Immune Media's Questions for Christian Als:
1. In the China Loves Coal series, I feel like i'm being presented with things, (like "Here is X. Here is Y.") rather than involved or present. It's very different not only in content- but also compositionally and stylistically- from other stories...say, Haiti, for example). Do you agree? If so, was it purposeful?
That might be right. China Loves Coal was extremely difficult to document. To work on a controversial issue in a country like China is quite a challenge. Nobody is particulary interested in having this kind of photo essay displaying the mess and the poor working conditions the miners endure everyday. So it is not really possible to be present or get too involved when working on a story like this. The one time I ventured into the working area of an illegal mine in Shanxi Province, I was chased away by drunk, mad miners with shovels!!
But I like the series very much even though it is not the way I normally shoot a story. It kind of shows my working conditions as well as what is possible when documenting an issue like this. Stylistically it differs because of that. Also I decided to turn the whole body of work into 6x7 in post production, and that adds to the wholly different feeling.
Work like Gaza or Haiti are newsy and in that case I see it as my duty to try and document the events unfolding as truly and straight as can be. I would never try to postulate in news stories, but in stories like China Loves Coal, I feel I can “raise my voice” just a bit. If I have this voice in my work, what do I want to say? This is a serious issue for millions of human beings in China, and I want to show the world that the economic miracle going on in China these years have a flipside.
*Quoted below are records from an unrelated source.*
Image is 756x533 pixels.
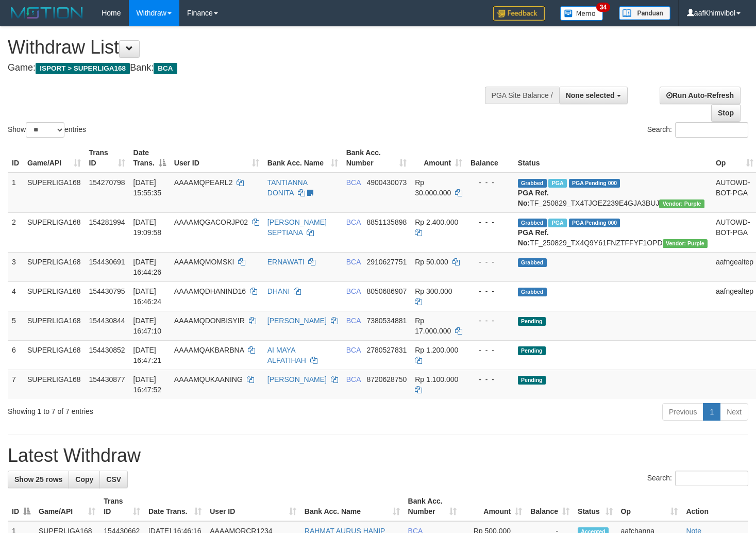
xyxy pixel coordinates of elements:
[134,287,162,305] span: [DATE] 16:46:24
[346,287,361,295] span: BCA
[560,6,604,21] img: Button%20Memo.svg
[89,178,125,186] span: 154270798
[23,143,85,173] th: Game/API: activate to sort column ascending
[366,346,407,354] span: Copy 2780527831 to clipboard
[471,257,510,267] div: - - -
[8,122,86,138] label: Show entries
[267,346,306,365] a: AI MAYA ALFATIHAH
[174,258,235,266] span: AAAAMQMOMSKI
[23,311,85,340] td: SUPERLIGA168
[467,143,514,173] th: Balance
[569,219,620,228] span: PGA Pending
[23,370,85,399] td: SUPERLIGA168
[69,471,100,488] a: Copy
[366,375,407,383] span: Copy 8720628750 to clipboard
[411,143,467,173] th: Amount: activate to sort column ascending
[35,492,100,521] th: Game/API: activate to sort column ascending
[415,287,452,295] span: Rp 300.000
[8,252,23,282] td: 3
[471,374,510,384] div: - - -
[573,492,617,521] th: Status: activate to sort column ascending
[89,258,125,266] span: 154430691
[548,219,566,228] span: Marked by aafnonsreyleab
[662,403,703,420] a: Previous
[134,178,162,197] span: [DATE] 15:55:35
[14,475,62,483] span: Show 25 rows
[514,143,712,173] th: Status
[174,218,248,226] span: AAAAMQGACORJP02
[518,228,549,247] b: PGA Ref. No:
[415,258,448,266] span: Rp 50.000
[342,143,411,173] th: Bank Acc. Number: activate to sort column ascending
[8,173,23,213] td: 1
[8,143,23,173] th: ID
[170,143,264,173] th: User ID: activate to sort column ascending
[366,258,407,266] span: Copy 2910627751 to clipboard
[89,218,125,226] span: 154281994
[174,287,246,295] span: AAAAMQDHANIND16
[89,346,125,354] span: 154430852
[647,122,748,138] label: Search:
[300,492,404,521] th: Bank Acc. Name: activate to sort column ascending
[154,63,177,74] span: BCA
[134,346,162,365] span: [DATE] 16:47:21
[8,340,23,370] td: 6
[471,217,510,228] div: - - -
[267,316,327,325] a: [PERSON_NAME]
[415,375,458,383] span: Rp 1.100.000
[711,104,741,122] a: Stop
[174,346,244,354] span: AAAAMQAKBARBNA
[267,178,308,197] a: TANTIANNA DONITA
[23,173,85,213] td: SUPERLIGA168
[675,471,748,486] input: Search:
[8,37,494,58] h1: Withdraw List
[267,218,327,237] a: [PERSON_NAME] SEPTIANA
[415,346,458,354] span: Rp 1.200.000
[267,287,290,295] a: DHANI
[134,218,162,237] span: [DATE] 19:09:58
[471,177,510,188] div: - - -
[8,370,23,399] td: 7
[647,471,748,486] label: Search:
[8,5,86,21] img: MOTION_logo.png
[518,287,547,296] span: Grabbed
[89,375,125,383] span: 154430877
[346,316,361,325] span: BCA
[415,178,451,197] span: Rp 30.000.000
[346,178,361,186] span: BCA
[659,199,704,208] span: Vendor URL: https://trx4.1velocity.biz
[100,492,144,521] th: Trans ID: activate to sort column ascending
[267,258,305,266] a: ERNAWATI
[8,282,23,311] td: 4
[366,218,407,226] span: Copy 8851135898 to clipboard
[174,375,243,383] span: AAAAMQUKAANING
[720,403,748,420] a: Next
[346,346,361,354] span: BCA
[264,143,342,173] th: Bank Acc. Name: activate to sort column ascending
[404,492,461,521] th: Bank Acc. Number: activate to sort column ascending
[597,3,610,12] span: 34
[134,258,162,276] span: [DATE] 16:44:26
[366,178,407,186] span: Copy 4900430073 to clipboard
[346,218,361,226] span: BCA
[23,252,85,282] td: SUPERLIGA168
[8,446,748,466] h1: Latest Withdraw
[518,219,547,228] span: Grabbed
[569,179,620,188] span: PGA Pending
[35,63,130,74] span: ISPORT > SUPERLIGA168
[8,63,494,73] h4: Game: Bank:
[26,122,64,138] select: Showentries
[471,316,510,326] div: - - -
[267,375,327,383] a: [PERSON_NAME]
[85,143,129,173] th: Trans ID: activate to sort column ascending
[471,286,510,296] div: - - -
[518,375,546,384] span: Pending
[129,143,170,173] th: Date Trans.: activate to sort column descending
[619,6,670,20] img: panduan.png
[675,122,748,138] input: Search:
[106,475,121,483] span: CSV
[703,403,721,420] a: 1
[366,316,407,325] span: Copy 7380534881 to clipboard
[617,492,682,521] th: Op: activate to sort column ascending
[8,492,35,521] th: ID: activate to sort column descending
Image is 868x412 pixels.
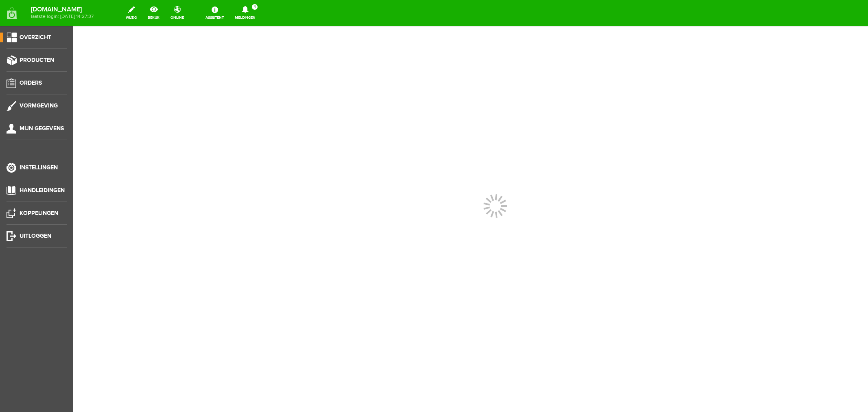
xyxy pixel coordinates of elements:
span: Handleidingen [20,187,65,193]
a: online [166,4,188,22]
a: Meldingen1 [230,4,260,22]
span: laatste login: [DATE] 14:27:37 [31,14,93,19]
span: Orders [20,79,42,86]
span: 1 [252,4,258,10]
span: Overzicht [20,34,51,41]
a: Assistent [201,4,229,22]
a: wijzig [121,4,142,22]
span: Uitloggen [20,232,51,239]
span: Vormgeving [20,102,58,109]
span: Koppelingen [20,210,58,217]
strong: [DOMAIN_NAME] [31,7,93,12]
span: Mijn gegevens [20,125,64,132]
span: Instellingen [20,164,58,171]
a: bekijk [143,4,164,22]
span: Producten [20,56,54,63]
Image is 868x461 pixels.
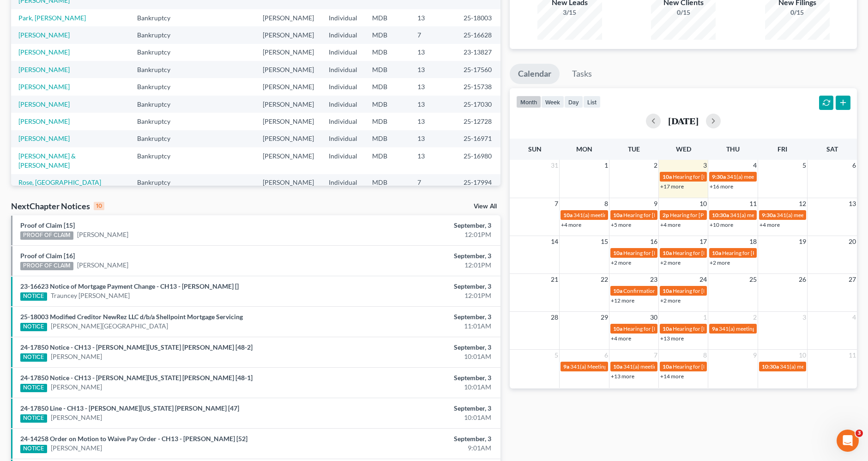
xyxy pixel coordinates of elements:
[851,160,857,171] span: 6
[651,8,715,17] div: 0/15
[649,274,658,285] span: 23
[662,287,672,295] span: 10a
[255,113,321,130] td: [PERSON_NAME]
[570,363,660,370] span: 341(a) Meeting for [PERSON_NAME]
[18,31,70,38] a: [PERSON_NAME]
[712,211,728,218] span: 10:30a
[20,323,47,331] div: NOTICE
[255,44,321,61] td: [PERSON_NAME]
[541,96,564,108] button: week
[662,325,672,332] span: 10a
[340,282,491,291] div: September, 3
[321,78,365,95] td: Individual
[611,221,631,228] a: +5 more
[673,363,745,370] span: Hearing for [PERSON_NAME]
[456,147,501,173] td: 25-16980
[563,211,573,218] span: 10a
[599,274,609,285] span: 22
[564,64,600,84] a: Tasks
[797,198,807,209] span: 12
[673,173,745,180] span: Hearing for [PERSON_NAME]
[340,261,491,270] div: 12:01PM
[603,198,609,209] span: 8
[752,160,758,171] span: 4
[340,221,491,230] div: September, 3
[662,173,672,180] span: 10a
[255,130,321,147] td: [PERSON_NAME]
[583,96,600,108] button: list
[673,287,745,295] span: Hearing for [PERSON_NAME]
[410,174,456,191] td: 7
[649,312,658,323] span: 30
[613,325,622,332] span: 10a
[340,321,491,331] div: 11:01AM
[730,211,819,218] span: 341(a) meeting for [PERSON_NAME]
[20,404,239,412] a: 24-17850 Line - CH13 - [PERSON_NAME][US_STATE] [PERSON_NAME] [47]
[726,145,739,153] span: Thu
[752,312,758,323] span: 2
[662,211,669,218] span: 2p
[660,221,681,228] a: +4 more
[365,174,410,191] td: MDB
[94,202,104,210] div: 10
[20,313,243,320] a: 25-18003 Modified Creditor NewRez LLC d/b/a Shellpoint Mortgage Servicing
[653,198,658,209] span: 9
[797,236,807,247] span: 19
[801,312,807,323] span: 3
[130,113,187,130] td: Bankruptcy
[670,211,742,218] span: Hearing for [PERSON_NAME]
[51,382,102,392] a: [PERSON_NAME]
[77,230,128,239] a: [PERSON_NAME]
[516,96,541,108] button: month
[649,236,658,247] span: 16
[20,262,73,270] div: PROOF OF CLAIM
[255,10,321,26] td: [PERSON_NAME]
[340,434,491,443] div: September, 3
[628,145,640,153] span: Tue
[365,147,410,173] td: MDB
[762,211,776,218] span: 9:30a
[752,350,758,361] span: 9
[18,83,70,91] a: [PERSON_NAME]
[51,443,102,452] a: [PERSON_NAME]
[130,147,187,173] td: Bankruptcy
[18,134,70,142] a: [PERSON_NAME]
[18,14,86,22] a: Park, [PERSON_NAME]
[474,203,497,210] a: View All
[365,10,410,26] td: MDB
[777,145,787,153] span: Fri
[603,350,609,361] span: 6
[710,221,733,228] a: +10 more
[321,44,365,61] td: Individual
[340,352,491,361] div: 10:01AM
[550,160,559,171] span: 31
[365,96,410,113] td: MDB
[340,382,491,392] div: 10:01AM
[623,325,745,332] span: Hearing for [PERSON_NAME] & [PERSON_NAME]
[321,113,365,130] td: Individual
[321,174,365,191] td: Individual
[653,160,658,171] span: 2
[18,48,70,56] a: [PERSON_NAME]
[623,287,728,295] span: Confirmation hearing for [PERSON_NAME]
[130,78,187,95] td: Bankruptcy
[653,350,658,361] span: 7
[611,335,631,342] a: +4 more
[255,61,321,78] td: [PERSON_NAME]
[699,198,707,209] span: 10
[550,274,559,285] span: 21
[599,236,609,247] span: 15
[712,173,726,180] span: 9:30a
[564,96,583,108] button: day
[130,10,187,26] td: Bankruptcy
[255,26,321,44] td: [PERSON_NAME]
[20,252,75,259] a: Proof of Claim [16]
[20,384,47,392] div: NOTICE
[340,230,491,239] div: 12:01PM
[660,335,684,342] a: +13 more
[456,174,501,191] td: 25-17994
[340,373,491,382] div: September, 3
[255,147,321,173] td: [PERSON_NAME]
[712,250,721,256] span: 10a
[623,250,745,256] span: Hearing for [PERSON_NAME] & [PERSON_NAME]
The consequenses are huge, and they hit hardest for the poorest citizens of China.
2. What's the first time you ever got paid for doing photography?
That was a wedding ;-) I needed money to purchase [photo] equipment, so I shot a wedding reportage-style in black and white and they loved it and paid me quite a bit of money.
I actually shot about ten weddings during the time of education. Same concept every time; black and white reportage from early morning till the dance at midnight. Because of the many hours, it paid quite well. No compromises, "my thing" or I turned them away. Made quite a lot of money that way, but now I don't have the time or the desire to do it anymore.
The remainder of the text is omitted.